Pay Scale- The way this works is that when you start teaching you make a certain wage that changes from district to district. Every year you work you get a tiny raise. If you change schools/districts/states and get a new job up until year seven, you can transfer your years worked and start at the same or close to the same status as where you left. However, if you've worked 14 years at one school and move to another, you can only transfer seven years of work. (Seven years is the maximum, this is something that has been agreed upon by the unions.) Then, you go back down the pay scale and have to start at year seven working your way up year by year again. Why does this suck? It prevents schools from paying great teachers more than crappy teachers. The pay scale is set (and agreed upon by the union) and as long as you've got tenure you're going to get paid the same no matter if you're a good teacher or not. It prevents teachers from changing schools after seven years. Maybe this isn't a bad thing, but then schools aren't scouting other good teachers to steal them away. Maybe this sounds like another good things. But then the schools aren't going out of their way to keep their teachers. In fact they don't generally do anything except the mandatory tiny raise each year.
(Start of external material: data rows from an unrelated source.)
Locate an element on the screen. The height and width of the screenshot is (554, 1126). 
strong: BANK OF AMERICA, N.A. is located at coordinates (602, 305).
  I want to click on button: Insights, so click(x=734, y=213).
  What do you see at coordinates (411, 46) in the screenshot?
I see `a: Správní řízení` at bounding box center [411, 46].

Now, I personally don't have a problem with the wage teachers make. (Most teachers hate hearing what I'm about to say) But summers off, all major holidays, weekends, plus like 20 sick/personal days? Sign me up. However, do I think that money matters more to people with a family to support? Does money matter more to some people, for any reason? Would it be a better world if being and staying a teacher were harder and teachers got paid for being great teachers? (And less for being crappy teachers?) Yes, I do. And I think the best way to get there is to get rid of the union.

Of course, the second way to get there would for people to stop WANTING to be teachers. And as soon as there was a significant dip in prospective teachers, schools would get on the ball offering signing bonuses and better pay. That, I don't think is going to happen. Because people don't become teachers for the money. They do it because they have either failed at what they really want to do, or they like teaching.

ha ha!

So, like I've said before, I do this online dating thing. It's funny, a little fun, and below is a test people can take, just copy and paste it to go here and take a quiz to see how well you match me. Just FYI though, I wanted to see if it would work, so I took my own test, and I only match myself 69%. So I don't know how accurate it is.

Also, before you take the test, be warned, there are some PG-13 issues discussed.